As companies like Uber and Handy have fallen under scrutiny for toxic corporate culture and worker mistreatment (in 2015, a Handy worker sued the company, claiming she made only $14 for 30 hours of work), a space has opened up for more serious consideration of worker-owned platforms.
Platform cooperativism is a concept that Trebor Scholz, an author and New School professor, and a number of other researchers and advocates have been extolling for years as an ethical alternative to the gig economy. Instead of Uber and Lyft, for example, a worker-owned rideshare co-op could ferry people around cities (places like Austin, London and Denver are already experimenting with this model), and cooperative platforms like Up & Go could eventually scale to replace Handy and Taskrabbit.
digital platform is an online or app-based space and business model in which consumers (users) and producers (owners) interact.

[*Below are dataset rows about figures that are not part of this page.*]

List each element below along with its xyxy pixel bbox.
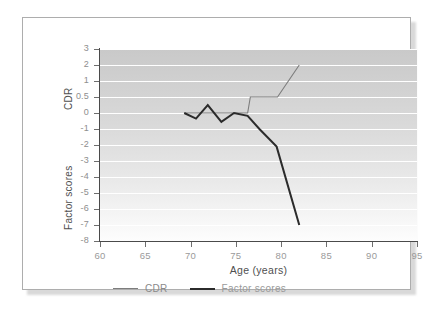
y-tick-mark [94, 161, 99, 162]
x-tick-mark [191, 242, 192, 247]
y-tick-label: 2 [43, 60, 89, 69]
legend-line-icon-cdr [113, 288, 138, 289]
legend-item-cdr: CDR [113, 283, 168, 294]
y-tick-label: -3 [43, 156, 89, 165]
data-series-layer [100, 49, 417, 241]
chart-frame: CDR Factor scores 3210.50-1-2-3-4-5-6-7-… [22, 17, 411, 290]
y-tick-mark [94, 241, 99, 242]
y-tick-mark [94, 145, 99, 146]
y-tick-label: -2 [43, 140, 89, 149]
x-axis-title: Age (years) [100, 264, 417, 276]
y-tick-mark [94, 65, 99, 66]
x-tick-mark [326, 242, 327, 247]
y-tick-mark [94, 129, 99, 130]
figure-root: CDR Factor scores 3210.50-1-2-3-4-5-6-7-… [0, 0, 432, 312]
x-tick-mark [236, 242, 237, 247]
x-tick-label: 70 [178, 250, 204, 261]
x-axis-line [99, 241, 418, 242]
y-axis-line [99, 48, 100, 242]
y-tick-mark [94, 225, 99, 226]
chart-legend: CDR Factor scores [113, 283, 286, 294]
series-line-factor-scores [184, 105, 299, 225]
x-tick-mark [372, 242, 373, 247]
y-tick-mark [94, 81, 99, 82]
x-tick-mark [100, 242, 101, 247]
y-tick-mark [94, 177, 99, 178]
x-tick-mark [281, 242, 282, 247]
y-tick-label: 0.5 [43, 92, 89, 101]
x-tick-label: 80 [268, 250, 294, 261]
x-tick-label: 60 [87, 250, 113, 261]
x-tick-label: 65 [132, 250, 158, 261]
y-tick-label: 0 [43, 108, 89, 117]
x-tick-label: 85 [313, 250, 339, 261]
legend-label-cdr: CDR [145, 283, 168, 294]
legend-line-icon-factor-scores [190, 288, 215, 290]
y-tick-mark [94, 49, 99, 50]
y-tick-label: -8 [43, 236, 89, 245]
y-tick-label: -6 [43, 204, 89, 213]
y-tick-label: -5 [43, 188, 89, 197]
x-tick-mark [145, 242, 146, 247]
series-line-cdr [184, 65, 299, 113]
x-tick-label: 90 [359, 250, 385, 261]
y-tick-label: -7 [43, 220, 89, 229]
y-tick-mark [94, 209, 99, 210]
plot-area [100, 49, 417, 241]
x-tick-mark [417, 242, 418, 247]
y-tick-label: -1 [43, 124, 89, 133]
y-tick-label: 1 [43, 76, 89, 85]
legend-item-factor-scores: Factor scores [190, 283, 286, 294]
y-tick-mark [94, 113, 99, 114]
y-tick-mark [94, 97, 99, 98]
legend-label-factor-scores: Factor scores [222, 283, 286, 294]
x-tick-label: 95 [404, 250, 430, 261]
y-tick-label: -4 [43, 172, 89, 181]
y-tick-mark [94, 193, 99, 194]
y-tick-label: 3 [43, 44, 89, 53]
x-tick-label: 75 [223, 250, 249, 261]
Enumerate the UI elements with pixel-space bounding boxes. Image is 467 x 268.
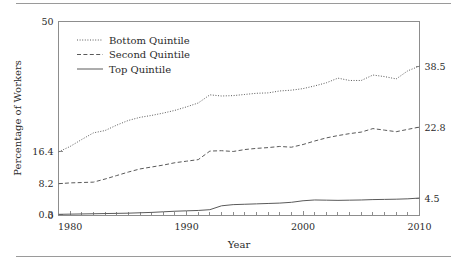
series-line-second-quintile <box>59 127 420 184</box>
data-series-group <box>59 66 420 214</box>
line-chart: 1980199020002010 5016.48.20.30 38.522.84… <box>0 0 467 268</box>
y-axis-right-tick-labels: 38.522.84.5 <box>425 61 446 204</box>
y-right-tick-label: 22.8 <box>425 122 446 133</box>
x-axis-tick-labels: 1980199020002010 <box>58 221 432 232</box>
y-right-tick-label: 38.5 <box>425 61 446 72</box>
x-tick-label: 1990 <box>175 221 199 232</box>
legend-label: Bottom Quintile <box>109 35 190 46</box>
x-axis-title: Year <box>227 239 251 250</box>
y-axis-left-tick-labels: 5016.48.20.30 <box>32 16 53 221</box>
y-axis-right-ticks <box>416 66 420 198</box>
x-tick-label: 2010 <box>407 221 431 232</box>
x-tick-label: 1980 <box>58 221 82 232</box>
figure-container: 1980199020002010 5016.48.20.30 38.522.84… <box>0 0 467 268</box>
legend-label: Top Quintile <box>109 64 171 75</box>
legend-label: Second Quintile <box>109 49 190 60</box>
y-left-tick-label: 0 <box>47 210 53 221</box>
y-left-tick-label: 50 <box>41 16 53 27</box>
series-line-bottom-quintile <box>59 66 420 152</box>
series-line-top-quintile <box>59 198 420 214</box>
y-left-tick-label: 16.4 <box>32 146 53 157</box>
chart-legend: Bottom QuintileSecond QuintileTop Quinti… <box>77 35 190 75</box>
y-right-tick-label: 4.5 <box>425 193 440 204</box>
y-axis-title: Percentage of Workers <box>12 60 23 176</box>
y-left-tick-label: 8.2 <box>38 178 53 189</box>
x-tick-label: 2000 <box>291 221 315 232</box>
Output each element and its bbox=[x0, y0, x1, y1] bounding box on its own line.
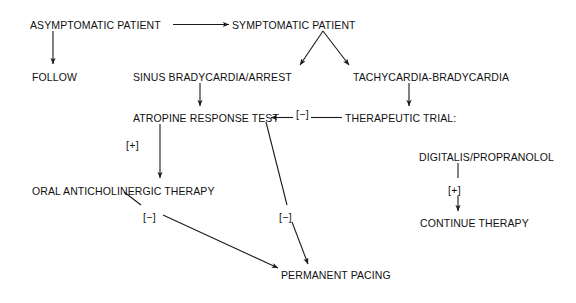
edge-label-oral-negative: [−] bbox=[143, 212, 156, 223]
node-permanent-pacing: PERMANENT PACING bbox=[281, 270, 391, 281]
edge-oral-to-pacing-lower bbox=[163, 215, 278, 268]
node-tachycardia-bradycardia: TACHYCARDIA-BRADYCARDIA bbox=[353, 72, 509, 83]
node-symptomatic-patient: SYMPTOMATIC PATIENT bbox=[232, 20, 356, 31]
edge-symptomatic-to-sinus bbox=[300, 31, 323, 65]
node-sinus-bradycardia-arrest: SINUS BRADYCARDIA/ARREST bbox=[133, 72, 292, 83]
node-atropine-response-test: ATROPINE RESPONSE TEST bbox=[133, 113, 279, 124]
edge-atropine-to-pacing-lower bbox=[292, 222, 308, 264]
edge-atropine-to-pacing-upper bbox=[266, 122, 287, 205]
node-oral-anticholinergic-therapy: ORAL ANTICHOLINERGIC THERAPY bbox=[32, 186, 215, 197]
edge-label-atropine-positive: [+] bbox=[126, 140, 139, 151]
edge-symptomatic-to-tachybrady bbox=[323, 31, 349, 65]
edge-label-atropine-negative: [−] bbox=[279, 212, 292, 223]
node-follow: FOLLOW bbox=[32, 72, 77, 83]
flowchart-canvas: ASYMPTOMATIC PATIENT SYMPTOMATIC PATIENT… bbox=[0, 0, 576, 303]
node-digitalis-propranolol: DIGITALIS/PROPRANOLOL bbox=[419, 152, 554, 163]
node-therapeutic-trial: THERAPEUTIC TRIAL: bbox=[345, 113, 456, 124]
node-continue-therapy: CONTINUE THERAPY bbox=[420, 218, 529, 229]
node-asymptomatic-patient: ASYMPTOMATIC PATIENT bbox=[30, 20, 161, 31]
edge-label-therapeutic-negative: [−] bbox=[296, 109, 309, 120]
edge-label-digitalis-positive: [+] bbox=[448, 185, 461, 196]
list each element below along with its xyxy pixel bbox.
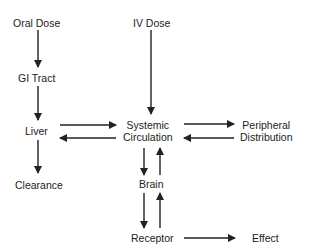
node-systemic-circulation: Systemic Circulation xyxy=(123,119,173,143)
node-liver: Liver xyxy=(25,125,48,137)
peripheral-line-1: Peripheral xyxy=(240,119,293,131)
node-iv-dose: IV Dose xyxy=(133,17,170,29)
node-clearance: Clearance xyxy=(15,179,63,191)
node-gi-tract: GI Tract xyxy=(18,72,55,84)
node-brain: Brain xyxy=(139,178,164,190)
node-effect: Effect xyxy=(252,232,279,244)
systemic-line-2: Circulation xyxy=(123,131,173,143)
systemic-line-1: Systemic xyxy=(123,119,173,131)
peripheral-line-2: Distribution xyxy=(240,131,293,143)
node-receptor: Receptor xyxy=(131,232,174,244)
node-oral-dose: Oral Dose xyxy=(13,17,60,29)
node-peripheral-distribution: Peripheral Distribution xyxy=(240,119,293,143)
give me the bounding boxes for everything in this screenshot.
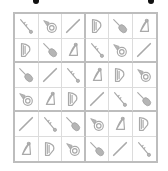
- grid-cell[interactable]: [15, 137, 39, 162]
- grid-cell[interactable]: [39, 112, 63, 137]
- violin-icon: [17, 66, 35, 84]
- flute-icon: [17, 115, 35, 133]
- grid-cell[interactable]: [15, 63, 39, 88]
- grid-cell[interactable]: [109, 63, 133, 88]
- horn-icon: [41, 17, 59, 35]
- clarinet-icon: [17, 17, 35, 35]
- grid-cell[interactable]: [39, 63, 63, 88]
- flute-icon: [88, 90, 106, 108]
- puzzle-grid: [13, 12, 158, 163]
- grid-cell[interactable]: [15, 14, 39, 39]
- grid-cell[interactable]: [62, 88, 86, 113]
- grid-cell[interactable]: [133, 88, 157, 113]
- flute-icon: [135, 41, 153, 59]
- grid-cell[interactable]: [86, 137, 110, 162]
- grid-cell[interactable]: [62, 14, 86, 39]
- cut-off-header-mark-left: [33, 0, 39, 4]
- grid-cell[interactable]: [39, 88, 63, 113]
- grid-cell[interactable]: [86, 88, 110, 113]
- flute-icon: [41, 66, 59, 84]
- grid-cell[interactable]: [109, 112, 133, 137]
- cut-off-header-mark-right: [148, 0, 154, 4]
- lyre-icon: [64, 41, 82, 59]
- lyre-icon: [17, 140, 35, 158]
- grid-cell[interactable]: [133, 63, 157, 88]
- violin-icon: [135, 90, 153, 108]
- grid-cell[interactable]: [62, 137, 86, 162]
- grid-cell[interactable]: [15, 39, 39, 64]
- grid-cell[interactable]: [39, 14, 63, 39]
- grid-cell[interactable]: [109, 88, 133, 113]
- horn-icon: [111, 41, 129, 59]
- horn-icon: [64, 140, 82, 158]
- violin-icon: [64, 115, 82, 133]
- grid-cell[interactable]: [109, 14, 133, 39]
- violin-icon: [41, 41, 59, 59]
- flute-icon: [111, 140, 129, 158]
- harp-icon: [111, 66, 129, 84]
- lyre-icon: [135, 17, 153, 35]
- violin-icon: [111, 17, 129, 35]
- grid-cell[interactable]: [86, 112, 110, 137]
- grid-cell[interactable]: [109, 39, 133, 64]
- grid-cell[interactable]: [15, 112, 39, 137]
- grid-cell[interactable]: [62, 112, 86, 137]
- horn-icon: [17, 90, 35, 108]
- grid-cell[interactable]: [15, 88, 39, 113]
- horn-icon: [135, 66, 153, 84]
- clarinet-icon: [41, 115, 59, 133]
- grid-cell[interactable]: [39, 137, 63, 162]
- flute-icon: [64, 17, 82, 35]
- grid-cell[interactable]: [133, 137, 157, 162]
- clarinet-icon: [111, 90, 129, 108]
- violin-icon: [88, 140, 106, 158]
- grid-cell[interactable]: [86, 63, 110, 88]
- grid-cell[interactable]: [109, 137, 133, 162]
- harp-icon: [135, 115, 153, 133]
- clarinet-icon: [135, 140, 153, 158]
- clarinet-icon: [88, 41, 106, 59]
- harp-icon: [64, 90, 82, 108]
- clarinet-icon: [64, 66, 82, 84]
- grid-cell[interactable]: [86, 14, 110, 39]
- harp-icon: [41, 140, 59, 158]
- harp-icon: [17, 41, 35, 59]
- grid-cell[interactable]: [62, 39, 86, 64]
- lyre-icon: [111, 115, 129, 133]
- grid-cell[interactable]: [62, 63, 86, 88]
- lyre-icon: [41, 90, 59, 108]
- grid-cell[interactable]: [86, 39, 110, 64]
- horn-icon: [88, 115, 106, 133]
- grid-cell[interactable]: [39, 39, 63, 64]
- grid-cell[interactable]: [133, 39, 157, 64]
- grid-cell[interactable]: [133, 14, 157, 39]
- lyre-icon: [88, 66, 106, 84]
- harp-icon: [88, 17, 106, 35]
- grid-cell[interactable]: [133, 112, 157, 137]
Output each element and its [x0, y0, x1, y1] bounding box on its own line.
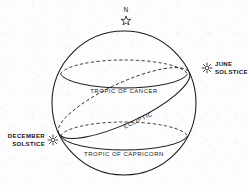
june-solstice-label-line1: JUNE	[215, 61, 232, 67]
december-solstice-label-line1: DECEMBER	[8, 133, 45, 139]
star-icon	[121, 16, 131, 25]
ecliptic-front-arc	[59, 73, 198, 152]
tropic-of-capricorn-label: TROPIC OF CAPRICORN	[84, 151, 164, 157]
ecliptic-label: ECLIPTIC	[123, 111, 154, 130]
june-solstice-label-line2: SOLSTICE	[215, 69, 248, 75]
december-solstice-label-line2: SOLSTICE	[12, 141, 45, 147]
north-pole-label: N	[123, 6, 128, 13]
tropic-of-cancer-back-arc	[61, 60, 188, 74]
tropic-of-cancer-label: TROPIC OF CANCER	[90, 88, 158, 94]
sun-star-icon	[202, 63, 212, 73]
celestial-sphere-diagram: N JUNE SOLSTICE DECEMBER SOLSTICE TROPIC…	[0, 0, 248, 185]
sun-star-icon	[48, 135, 58, 145]
ecliptic-ring	[50, 54, 197, 151]
diagram-canvas: N JUNE SOLSTICE DECEMBER SOLSTICE TROPIC…	[0, 0, 248, 185]
tropic-of-cancer-front-arc	[61, 74, 188, 88]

On the social platform Facebook, for instance, users interact with each other by liking and posting things, while producers collect data on those consumer habits and use it to sell advertising. On on-demand platforms like Handy, some users hire other users to clean their homes, and the producers take a cut of that interaction to pay themselves. As we’ve learned over the years, this digital platform model often creates vulnerabilities for users–especially those like Uber drivers and Handy workers, who perform labor for other users but also under the umbrella of the larger producer company, without gaining “employee” status.
Advocates like Scholz see platform coops–in which users ultimately own and control the platforms–as a viable and more equitable alternative to the extractive model we’re currently see scale. To that end, Scholz’s organization, the Platform Cooperative Consortium at The New School, is debuting a Platform Co-op Development Kit. With a $1 million startup grant from Google.org (part of a $50 million economic development grant competition), the Kit will help bring worker cooperatives into the digital economy, and fund the buildout of platforms that will support their work.